Historians of the Gilded Age and Progressive Era will find much of interest in Steven Conn's Nothing Succeeds Like Failure: The Sad History of American Business Schools, which traces the development—or lack thereof—of college-level business instruction over the past 150 years. Business schools are, perhaps unsurprisingly, a product of the Gilded Age. Some of the era's so-called “captains of industry,” seeking to prove that success in business was neither a crapshoot nor confined to a select cadre of elites, championed such programs to prove that theirs was as serious a profession as any. What readers will find more surprising is the extent to which progressives propped up these shaky enterprises. No less a figure than Louis Brandeis, in a commencement address at Brown University in 1912, declared that the proliferation of business schools would lead to a future where big business “will mean professionalized business, as distinguished from the occupation of petty trafficking or mere money-making. And as the profession of business develops, the great industrial and social problems expressed in the present social unrest will one by one find solution” (46). Indeed, business schools were not solely built to stroke the egos of a select few but to promote the greater good. On the latter count, they have failed miserably.
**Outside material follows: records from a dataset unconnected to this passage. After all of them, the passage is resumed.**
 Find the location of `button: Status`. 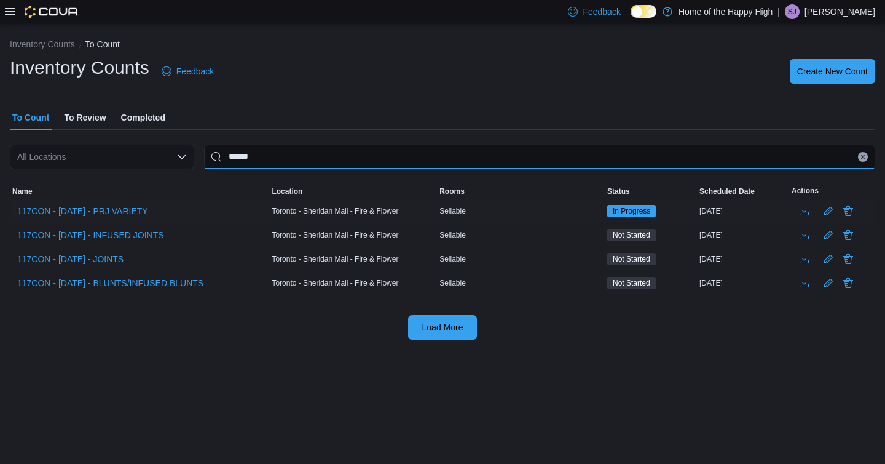

button: Status is located at coordinates (651, 191).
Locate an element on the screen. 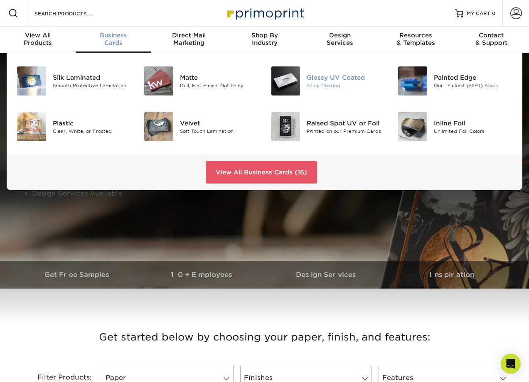  div: Unlimited Foil Colors is located at coordinates (473, 131).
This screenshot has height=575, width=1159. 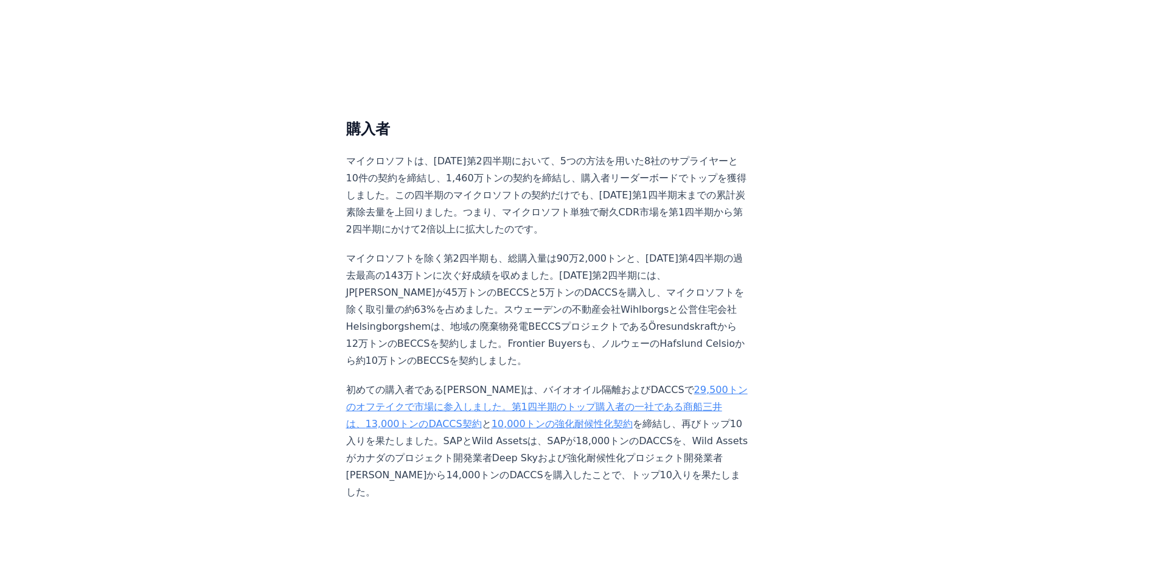 What do you see at coordinates (562, 424) in the screenshot?
I see `font: 10,000トンの強化耐候性化契約` at bounding box center [562, 424].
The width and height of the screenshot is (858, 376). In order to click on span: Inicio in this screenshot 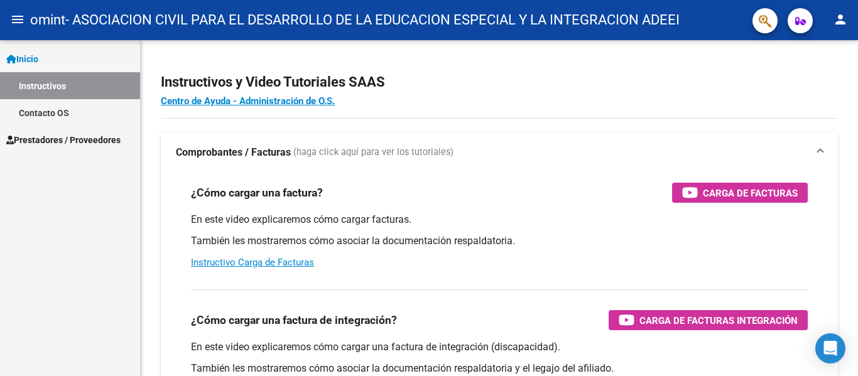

Nothing Succeeds Like Failure reveals that business schools grew up with the modern American university, which itself was “founded on a set of contradictions, competing claims, and compromised positions” (217). While Conn's emphasis on continuity undercuts the high-minded notion that business schools have somehow debased the university, it also makes clear that they have consistently fallen short of their own goals. Nonetheless, they continue to grow in power and scope, hence the book's Bob Dylan–evoking title. In this sense, the book calls to mind Railroaded, Richard White's study of the transcontinental railroads, another wildly mismanaged and ill-conceived project that nonetheless enjoyed broad support from the public and all levels of government. The transcontinentals, White argues, “created modernity as much by their failure as their success.”Footnote 1 Business schools have had a similar impact on American universities. As Conn describes, business schools originally “fit nicely on the landscape of campus because they mirrored the rest of the university.” Today they thrive “because the rest of campus now more closely mirrors them” (221).
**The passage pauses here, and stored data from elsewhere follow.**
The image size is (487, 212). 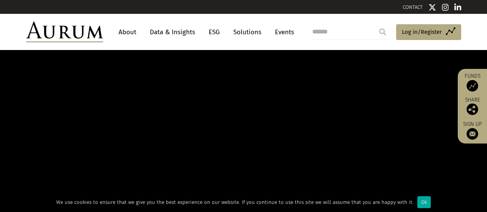 I want to click on a: Sign up, so click(x=473, y=130).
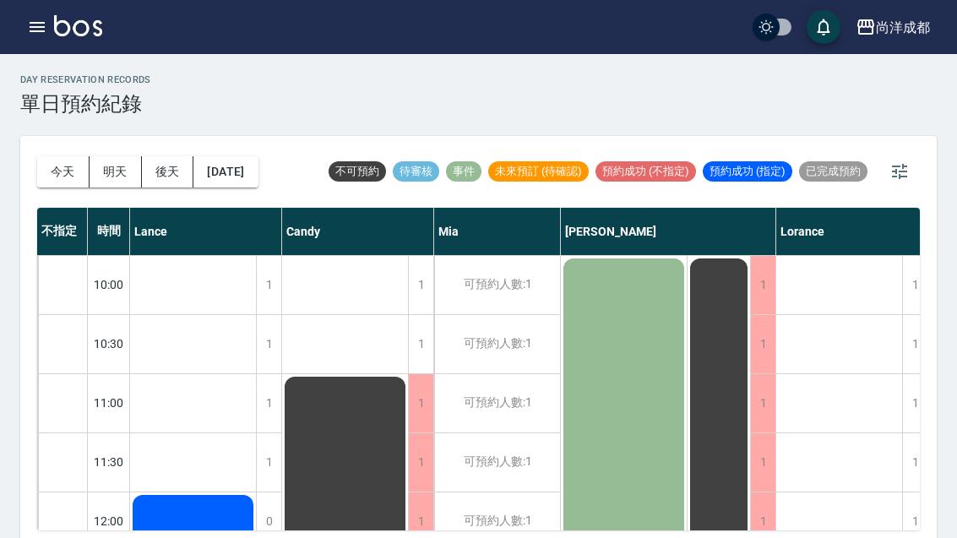 The width and height of the screenshot is (957, 538). Describe the element at coordinates (109, 344) in the screenshot. I see `div: 10:30` at that location.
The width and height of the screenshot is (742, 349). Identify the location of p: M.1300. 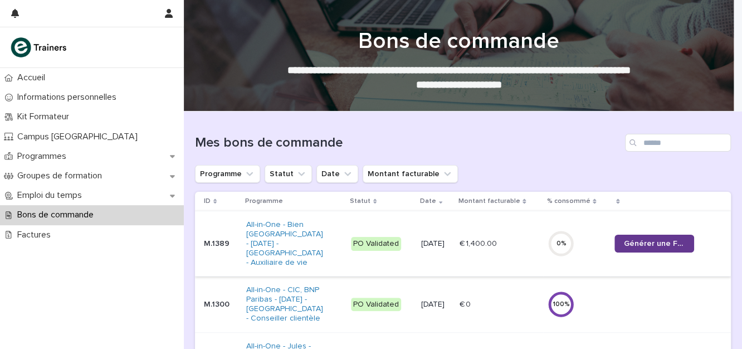
(221, 304).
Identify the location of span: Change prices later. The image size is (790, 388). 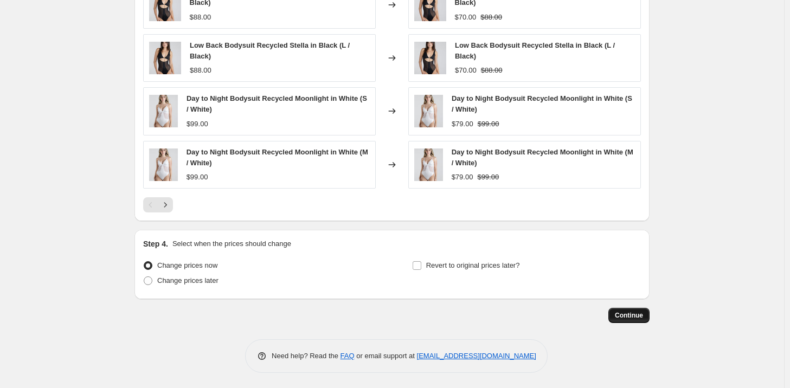
(188, 280).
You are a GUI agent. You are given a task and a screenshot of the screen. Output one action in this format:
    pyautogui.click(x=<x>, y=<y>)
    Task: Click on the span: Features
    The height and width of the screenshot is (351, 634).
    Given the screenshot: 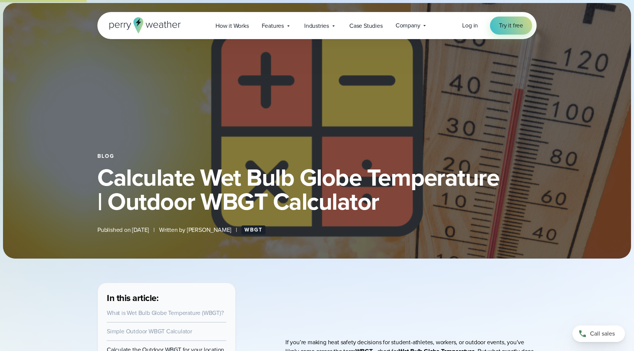 What is the action you would take?
    pyautogui.click(x=273, y=26)
    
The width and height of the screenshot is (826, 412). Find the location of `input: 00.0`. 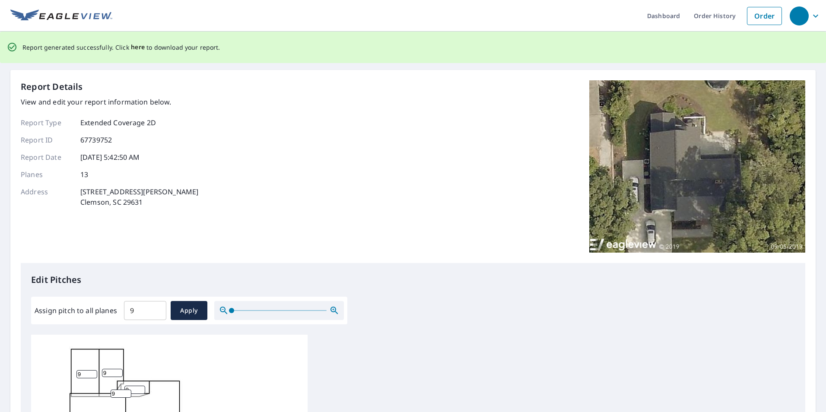

input: 00.0 is located at coordinates (145, 310).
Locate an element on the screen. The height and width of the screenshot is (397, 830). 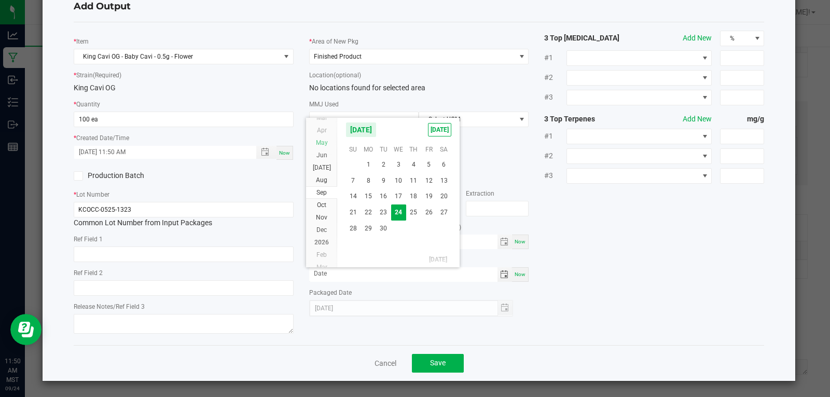
a: Cancel is located at coordinates (385, 363).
Rather than taking a comprehensive, chronological approach, Conn's book consists of several case studies. The book's first chapter contrasts early business programs at American universities—most notably the Wharton School of the University of Pennsylvania—with the more accessible options offered by commercial business schools. Perhaps not surprisingly, the main difference was and perhaps still is the perceived value of the credential the former conferred. The book's most damning chapter takes a close look the curricular ferment that has characterized business schools from the outset. Put simply, undergraduate and graduate business schools have never developed a coherent rationale for why they should exist, nor have they produced much in the way of meaningful research. Other chapters detail business schools' uneasy and ever-changing relationship with the discipline of economics; their role in creating a corporate culture that has marginalized women and people of color; and their track record of responding to major economic crises by rebranding rather than self-reflecting.

The book's final chapter, which effectively serves as an epilogue, outlines how business schools, an innovation of the Gilded Age, helped create the new Gilded Age. That might give them too much credit, whether you agree with the idea that our current moment constitutes a new Gilded Age or not. Still, Conn makes some winning observations here. Business schools, he notes, have “aspired to turn business into a profession and to make professionals out of businessmen. Yet no other profession produces felons in quite such abundance” (206). Like most of us who have taught undergraduates within the last ten years, Conn has heard students' common complaint that they are majoring in business either at their parents' urging or because they see it as a safe path to a career. Just as well, he points out that universities are increasingly run like businesses that view students as customers. Conn also makes sure to remind readers that Donald J. Trump is a proud Wharton alum.

All told, Nothing Succeeds Like Failure is persuasive and frequently entertaining, a prime example of how historians can address present-day concerns with style and verve while not sacrificing analytical rigor. The book's thematic organization can lead to a certain degree of repetition, but the structure makes the arguments of the respective chapters stand out all the more. While readers will find many of the book's critiques satisfying, they can be equally dispiriting. Though Conn makes clear there was no golden age of American higher education, it is difficult to view the book as anything but a declension story. Yet in addition to its contribution to historiography on both education and capitalism, Conn's book ought to provide ample ammunition to critics of the business school's outsized place on campus. Rather than leaning on the sentimental and self-congratulatory view that their disciplines are the “heart of the university,” advocates of the humanities and liberal arts—in addition to making a positive case for why their work matters—should highlight the myriad failings of business schools. Conn makes abundantly clear that business schools have “disappointed even their most enthusiastic boosters … to an extent simply not true of any other academic pursuit” (10). Though it seems doubtful that any of their powerful supporters on or off campus will care, this point bears repeating.

References

Note

1 White, Richard, Railroaded: The Transcontinentals and the Making of Modern America (New York, 2011), xxiGoogle Scholar.